Experiences and lessons learned with a portable interface to hardware performance counters

Jack Dongarra, Kevin London, Shirley Moore, Philip Mucci, Daniel Terpstra, Haihang You, Min Zhou

Research output: Chapter in Book/Report/Conference proceedingConference contributionpeer-review

32 Scopus citations

Abstract

The PAPI project has defined and implemented a cross-platform interface to the hardware counters available on most modern microprocessors. The interface has gained widespread use and acceptance from hardware vendors, users, and tool developers. This paper reports on experiences with the community-based open-source effort to define the PAPI specification and implement it on a variety of platforms. Collaborations with tool developers who have incorporated support for PAPI are described. Issues related to interpretation and accuracy of hardware counter data and to the overheads of collecting this data are discussed.
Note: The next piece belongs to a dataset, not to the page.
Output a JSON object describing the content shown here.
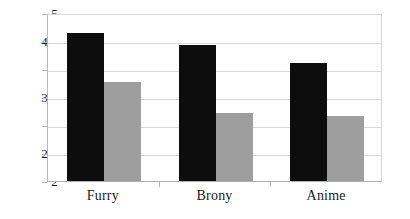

The paper concludes with implications for the design of the next version of PAPI.

Original languageEnglish
Title of host publicationProceedings - International Parallel and Distributed Processing Symposium, IPDPS 2003
PublisherInstitute of Electrical and Electronics Engineers Inc.
ISBN (Electronic)0769519261, 9780769519265
DOIs
StatePublished - 2003
Externally publishedYes
EventInternational Parallel and Distributed Processing Symposium, IPDPS 2003 - Nice, France
Duration: Apr 22 2003Apr 26 2003

Publication series

NameProceedings - International Parallel and Distributed Processing Symposium, IPDPS 2003

Conference

ConferenceInternational Parallel and Distributed Processing Symposium, IPDPS 2003
Country/TerritoryFrance
CityNice
Period04/22/0304/26/03

Fingerprint

Dive into the research topics of 'Experiences and lessons learned with a portable interface to hardware performance counters'. Together they form a unique fingerprint.